County,â Pa said.
âWord is they was the first on Green River,â Locke said.
âExcept for th-th-th-the Indians,â Joe said.
âOur great-great-great grandma was named Petal Jarvis,â Locke said. âShe thought her husband Realus was bringing her to Tennessee. But he wound her around through the mountains till she was lost and then told her it was the Holston when they settled down near Saluda.â
âJust like a man,â Lily said, and punched Joe on the shoulder.
âShe had to stay up all night once to keep a panther from coming down the chimney,â Locke said. âHer husband had gone off and left her by herself. She burned up all the furniture.â
âAnd she give birth to her first child that night,â I said.
âBy herself?â Tom said.
âHe left her all by herself,â Locke said.
âTomâs Pa died in the war,â I said. I didnât want it to sound like we was bragging on our family too much.
âWhat battle did he die in?â Locke said.
âHe died in prison camp, in Illinois,â Tom said.
âThat camp was as bad as Elmira,â Pa said. âA third of the boys at Elmira died in eight months.â
âWhere was the doctors?â Locke said.
âThey didnât have any doctors,â Pa said. âAll the doctors was on the battlefield. And the doctor assigned to us sold the medicine and supplies instead of giving them to the prisoners.â
I poured popcorn in the pan on the stove and put the lid over it. The first pop was like the report of a little gun, and then there was a second bang. The room was silent for a moment, and there was another thump in the pan, and then two at once.
âPopcorn w-w-waits for the Spirit to move it,â Joe said.
âHow did you become a nurse?â Tom said to Locke.
âIt was the only thing he could do,â Florrie said.
âThatâs right,â Locke said. âI was too lazy to stay on the place and help Pa and Joe. And I was too poor to go to college, and too dumb to be a politician or a lawyer. So when recruits were give bonuses to go to Cuba I signed on.â
âLocke helped nurse Mama when she was dying, even though he was only eight or nine,â I said.
âI found my talent was for emptying bedpans,â Locke said.
âI donât see how you can stand it,â Lily said, âbeing around sick people and filth all the time.â
âI guess you have to be a caring person,â Florrie said.
âOr get so hard nothing bothers you,â Locke said. âHow can you help people if youâre always wrought-up because they are sick? Youâve got to keep your head even when they are out oftheirs and suffering and dying. I found that when I enlisted and was sent to the hospital ship at Havana. I was nineteen and I didnât know anything but a little folk medicine. They put me on a ship that was nothing but a death ward. It was so hot and muggy the harbor stunk. That ship was full of hundreds of dying men.â
âAll those was wounded at San Juan Hill?â I said.
âThere was almost no wounded. Most of the boys had yellow fever and malaria, with a few other tropical diseases thrown in, and cholera and dysentery. I said, Locke, youâre not going to be able to get through this.â
âYou got through it,â Florrie said. âYou even got a medal.â
âThat all came later,â Locke said. He set back in his chair and chewed popcorn. The whippoorwill had moved to the arborvitae by the front porch and was louder than ever.
âThat thing gives me the chills,â Lily said.
Tom looked at his strong hands and clasped them and unclasped them. âWhat did you do?â he said to Locke.
âI looked at those dark wards on the ship, and I wished I was back here on the river. And all those sick boys out of their heads and dying made me feel hopeless and useless.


The pictures are to be left out, and all remaining data is to be transcribed exactly as it appears.

═════ Exercise data ═════

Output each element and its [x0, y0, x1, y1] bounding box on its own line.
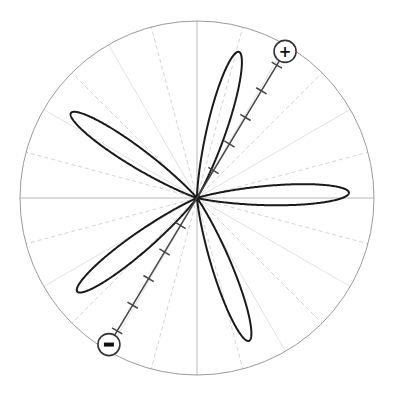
minus-icon: [104, 343, 114, 347]
grid-line-dashed: [197, 198, 243, 369]
grid-line-dashed: [26, 152, 197, 198]
grid-line-light: [197, 198, 350, 287]
grid-line-dashed: [26, 198, 197, 244]
negative-pole-marker: [98, 334, 120, 356]
plus-icon: +: [279, 43, 292, 61]
positive-pole-marker: +: [274, 40, 296, 62]
radiation-lobes: [71, 52, 349, 341]
grid-line-light: [44, 110, 197, 199]
grid-line-light: [44, 198, 197, 287]
polar-plot: +: [0, 0, 394, 399]
grid-line-light: [109, 45, 198, 198]
polar-diagram: +: [0, 0, 394, 399]
grid-line-dashed: [197, 198, 322, 323]
axis-tick: [175, 222, 185, 228]
grid-line-dashed: [197, 73, 322, 198]
grid-line-dashed: [151, 27, 197, 198]
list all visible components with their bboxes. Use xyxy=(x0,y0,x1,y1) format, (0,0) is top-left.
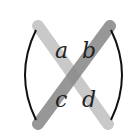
left-bracket xyxy=(25,30,36,120)
diagram-canvas: a b c d xyxy=(0,0,136,140)
entry-c: c xyxy=(55,87,67,112)
entry-d: d xyxy=(82,87,96,112)
entry-b: b xyxy=(82,38,96,63)
determinant-diagram: a b c d xyxy=(0,0,136,140)
right-bracket xyxy=(111,30,122,120)
entry-a: a xyxy=(55,38,68,63)
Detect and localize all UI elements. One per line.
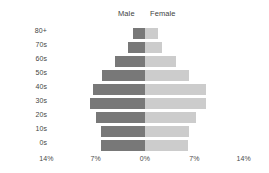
pyramid-row: 40s	[0, 82, 269, 96]
pyramid-row: 80+	[0, 26, 269, 40]
x-axis-tick-label: 14%	[237, 155, 251, 162]
bar-male-70s	[128, 42, 145, 53]
category-label-0s: 0s	[39, 139, 47, 146]
bar-female-50s	[145, 70, 189, 81]
pyramid-row: 70s	[0, 40, 269, 54]
category-label-60s: 60s	[35, 55, 47, 62]
x-axis-tick-label: 14%	[39, 155, 53, 162]
bar-male-30s	[90, 98, 145, 109]
population-pyramid-chart: Male Female 80+70s60s50s40s30s20s10s0s 1…	[0, 0, 269, 173]
pyramid-row: 50s	[0, 68, 269, 82]
category-label-50s: 50s	[35, 69, 47, 76]
bar-male-10s	[101, 126, 145, 137]
chart-legend: Male Female	[0, 9, 269, 21]
category-label-20s: 20s	[35, 111, 47, 118]
bar-male-50s	[102, 70, 145, 81]
pyramid-row: 60s	[0, 54, 269, 68]
bar-female-0s	[145, 140, 188, 151]
x-axis: 14%7%0%7%14%	[0, 155, 269, 169]
bar-female-30s	[145, 98, 206, 109]
legend-label-male: Male	[118, 9, 135, 18]
category-label-40s: 40s	[35, 83, 47, 90]
bar-male-20s	[96, 112, 145, 123]
x-axis-tick-label: 7%	[189, 155, 199, 162]
category-label-10s: 10s	[35, 125, 47, 132]
x-axis-tick-label: 0%	[140, 155, 150, 162]
pyramid-row: 30s	[0, 96, 269, 110]
bar-male-40s	[93, 84, 145, 95]
bar-female-20s	[145, 112, 196, 123]
bar-male-80plus	[133, 28, 145, 39]
bar-female-70s	[145, 42, 162, 53]
plot-area: 80+70s60s50s40s30s20s10s0s	[0, 26, 269, 152]
bar-female-60s	[145, 56, 176, 67]
x-axis-tick-label: 7%	[90, 155, 100, 162]
pyramid-row: 0s	[0, 138, 269, 152]
bar-male-60s	[115, 56, 145, 67]
category-label-30s: 30s	[35, 97, 47, 104]
pyramid-row: 10s	[0, 124, 269, 138]
bar-female-10s	[145, 126, 189, 137]
category-label-70s: 70s	[35, 41, 47, 48]
bar-female-80plus	[145, 28, 158, 39]
bar-female-40s	[145, 84, 206, 95]
legend-label-female: Female	[150, 9, 176, 18]
bar-male-0s	[101, 140, 145, 151]
category-label-80plus: 80+	[35, 27, 47, 34]
pyramid-row: 20s	[0, 110, 269, 124]
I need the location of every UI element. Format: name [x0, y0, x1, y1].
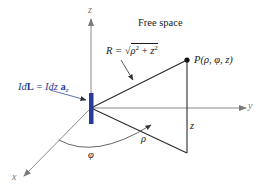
r-vector-line — [91, 60, 187, 108]
element-eq: = — [34, 81, 45, 92]
rho-line — [91, 108, 187, 153]
rho-segment-label: ρ — [141, 134, 146, 145]
x-axis — [24, 108, 91, 176]
plus-sign: + — [139, 45, 150, 56]
sqrt-radicand: ρ2 + z2 — [131, 43, 158, 56]
element-rhs: Idz — [45, 81, 60, 92]
r-formula-label: R = √ρ2 + z2 — [106, 45, 158, 57]
x-axis-label: x — [12, 172, 16, 182]
r-prefix: R = — [106, 45, 125, 56]
element-lhs: Id — [18, 81, 27, 92]
element-vector: L — [27, 81, 34, 92]
element-unit-sub: z — [66, 86, 69, 94]
current-element-label: IdL = Idz az — [18, 82, 68, 94]
point-p-dot — [184, 57, 189, 62]
z-axis-label: z — [88, 5, 92, 15]
y-axis-label: y — [248, 101, 252, 111]
z-exponent: 2 — [154, 44, 158, 52]
field-geometry-diagram — [0, 0, 260, 192]
phi-angle-label: φ — [88, 150, 94, 161]
free-space-label: Free space — [138, 18, 183, 29]
point-p-label: P(ρ, φ, z) — [194, 55, 233, 66]
z-segment-label: z — [190, 121, 194, 132]
r-label-leader — [121, 60, 133, 80]
phi-angle-arc — [59, 125, 151, 147]
current-element-bar — [89, 93, 94, 124]
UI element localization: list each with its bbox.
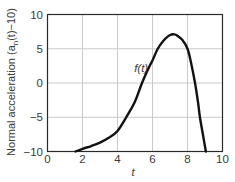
y-tick-label: 5 xyxy=(37,43,43,55)
x-tick-label: 4 xyxy=(114,153,121,165)
x-tick-label: 2 xyxy=(79,153,85,165)
curve-annotation-label: f(t) xyxy=(134,62,148,74)
x-axis-title: t xyxy=(131,166,135,178)
y-tick-label: −10 xyxy=(23,146,43,158)
y-tick-label: 0 xyxy=(37,77,43,89)
y-tick-label: −5 xyxy=(30,111,43,123)
x-tick-label: 6 xyxy=(149,153,155,165)
series-line-f-t xyxy=(76,34,206,151)
chart: 0246810 1050−5−10 f(t) t Normal accelera… xyxy=(0,0,235,182)
y-axis-title-suffix: (t)−10) xyxy=(5,8,17,41)
x-tick-label: 0 xyxy=(44,153,50,165)
y-axis-title-prefix: Normal acceleration (a xyxy=(5,44,17,156)
x-axis-tick-labels: 0246810 xyxy=(44,153,229,165)
y-axis-title: Normal acceleration (an(t)−10) xyxy=(5,8,20,156)
x-tick-label: 8 xyxy=(184,153,190,165)
y-axis-tick-labels: 1050−5−10 xyxy=(23,9,43,158)
x-tick-label: 10 xyxy=(216,153,229,165)
grid-lines xyxy=(48,15,223,152)
y-tick-label: 10 xyxy=(30,9,43,21)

═════

- **The answer**:
Output each element and its [x0, y0, x1, y1] bounding box on its own line.
minus-icon: [104, 343, 114, 347]
grid-line-dashed: [197, 198, 243, 369]
grid-line-dashed: [26, 152, 197, 198]
grid-line-light: [197, 198, 350, 287]
grid-line-dashed: [26, 198, 197, 244]
negative-pole-marker: [98, 334, 120, 356]
plus-icon: +: [279, 43, 292, 61]
positive-pole-marker: +: [274, 40, 296, 62]
radiation-lobes: [71, 52, 349, 341]
grid-line-light: [44, 110, 197, 199]
grid-line-light: [44, 198, 197, 287]
polar-plot: +: [0, 0, 394, 399]
grid-line-light: [109, 45, 198, 198]
polar-diagram: +: [0, 0, 394, 399]
grid-line-dashed: [197, 198, 322, 323]
axis-tick: [175, 222, 185, 228]
grid-line-dashed: [197, 73, 322, 198]
grid-line-dashed: [151, 27, 197, 198]
list all visible components with their bboxes. Use xyxy=(x0,y0,x1,y1) format, (0,0) is top-left.
left-bracket xyxy=(25,30,36,120)
diagram-canvas: a b c d xyxy=(0,0,136,140)
entry-c: c xyxy=(55,87,67,112)
entry-d: d xyxy=(82,87,96,112)
entry-b: b xyxy=(82,38,96,63)
determinant-diagram: a b c d xyxy=(0,0,136,140)
right-bracket xyxy=(111,30,122,120)
entry-a: a xyxy=(55,38,68,63)
Detect and localize all UI elements. One per line.
pyramid-row: 40s	[0, 82, 269, 96]
pyramid-row: 80+	[0, 26, 269, 40]
x-axis-tick-label: 14%	[237, 155, 251, 162]
bar-male-70s	[128, 42, 145, 53]
category-label-0s: 0s	[39, 139, 47, 146]
bar-female-50s	[145, 70, 189, 81]
pyramid-row: 70s	[0, 40, 269, 54]
category-label-60s: 60s	[35, 55, 47, 62]
x-axis-tick-label: 14%	[39, 155, 53, 162]
bar-male-30s	[90, 98, 145, 109]
population-pyramid-chart: Male Female 80+70s60s50s40s30s20s10s0s 1…	[0, 0, 269, 173]
pyramid-row: 50s	[0, 68, 269, 82]
category-label-50s: 50s	[35, 69, 47, 76]
bar-male-10s	[101, 126, 145, 137]
chart-legend: Male Female	[0, 9, 269, 21]
category-label-20s: 20s	[35, 111, 47, 118]
bar-male-50s	[102, 70, 145, 81]
pyramid-row: 60s	[0, 54, 269, 68]
bar-female-0s	[145, 140, 188, 151]
x-axis: 14%7%0%7%14%	[0, 155, 269, 169]
bar-female-30s	[145, 98, 206, 109]
legend-label-male: Male	[118, 9, 135, 18]
category-label-40s: 40s	[35, 83, 47, 90]
bar-male-20s	[96, 112, 145, 123]
x-axis-tick-label: 7%	[189, 155, 199, 162]
category-label-10s: 10s	[35, 125, 47, 132]
x-axis-tick-label: 0%	[140, 155, 150, 162]
pyramid-row: 30s	[0, 96, 269, 110]
bar-male-40s	[93, 84, 145, 95]
bar-female-20s	[145, 112, 196, 123]
bar-male-80plus	[133, 28, 145, 39]
bar-female-70s	[145, 42, 162, 53]
plot-area: 80+70s60s50s40s30s20s10s0s	[0, 26, 269, 152]
bar-female-60s	[145, 56, 176, 67]
x-axis-tick-label: 7%	[90, 155, 100, 162]
pyramid-row: 0s	[0, 138, 269, 152]
bar-male-60s	[115, 56, 145, 67]
category-label-30s: 30s	[35, 97, 47, 104]
pyramid-row: 10s	[0, 124, 269, 138]
bar-female-10s	[145, 126, 189, 137]
category-label-70s: 70s	[35, 41, 47, 48]
bar-female-80plus	[145, 28, 158, 39]
bar-female-40s	[145, 84, 206, 95]
legend-label-female: Female	[150, 9, 176, 18]
bar-male-0s	[101, 140, 145, 151]
category-label-80plus: 80+	[35, 27, 47, 34]
pyramid-row: 20s	[0, 110, 269, 124]
I need the location of every UI element. Format: name [x0, y0, x1, y1].
r-vector-line — [91, 60, 187, 108]
element-eq: = — [34, 81, 45, 92]
rho-line — [91, 108, 187, 153]
rho-segment-label: ρ — [141, 134, 146, 145]
x-axis — [24, 108, 91, 176]
plus-sign: + — [139, 45, 150, 56]
sqrt-radicand: ρ2 + z2 — [131, 43, 158, 56]
element-rhs: Idz — [45, 81, 60, 92]
r-formula-label: R = √ρ2 + z2 — [106, 45, 158, 57]
x-axis-label: x — [12, 172, 16, 182]
r-prefix: R = — [106, 45, 125, 56]
element-lhs: Id — [18, 81, 27, 92]
element-vector: L — [27, 81, 34, 92]
element-unit-sub: z — [66, 86, 69, 94]
current-element-label: IdL = Idz az — [18, 82, 68, 94]
point-p-dot — [184, 57, 189, 62]
z-axis-label: z — [88, 5, 92, 15]
y-axis-label: y — [248, 101, 252, 111]
z-exponent: 2 — [154, 44, 158, 52]
field-geometry-diagram — [0, 0, 260, 192]
phi-angle-label: φ — [88, 150, 94, 161]
free-space-label: Free space — [138, 18, 183, 29]
point-p-label: P(ρ, φ, z) — [194, 55, 233, 66]
z-segment-label: z — [190, 121, 194, 132]
r-label-leader — [121, 60, 133, 80]
phi-angle-arc — [59, 125, 151, 147]
current-element-bar — [89, 93, 94, 124]
UI element localization: list each with its bbox.
y-tick-label: 5 xyxy=(37,43,43,55)
x-tick-label: 4 xyxy=(114,153,121,165)
x-tick-label: 2 xyxy=(79,153,85,165)
curve-annotation-label: f(t) xyxy=(134,62,148,74)
x-axis-title: t xyxy=(131,166,135,178)
y-tick-label: −10 xyxy=(23,146,43,158)
y-tick-label: 0 xyxy=(37,77,43,89)
y-tick-label: −5 xyxy=(30,111,43,123)
x-tick-label: 6 xyxy=(149,153,155,165)
series-line-f-t xyxy=(76,34,206,151)
chart: 0246810 1050−5−10 f(t) t Normal accelera… xyxy=(0,0,235,182)
y-axis-title-suffix: (t)−10) xyxy=(5,8,17,41)
x-tick-label: 0 xyxy=(44,153,50,165)
y-axis-title-prefix: Normal acceleration (a xyxy=(5,44,17,156)
x-axis-tick-labels: 0246810 xyxy=(44,153,229,165)
y-axis-title: Normal acceleration (an(t)−10) xyxy=(5,8,20,156)
x-tick-label: 8 xyxy=(184,153,190,165)
y-axis-tick-labels: 1050−5−10 xyxy=(23,9,43,158)
x-tick-label: 10 xyxy=(216,153,229,165)
grid-lines xyxy=(48,15,223,152)
y-tick-label: 10 xyxy=(30,9,43,21)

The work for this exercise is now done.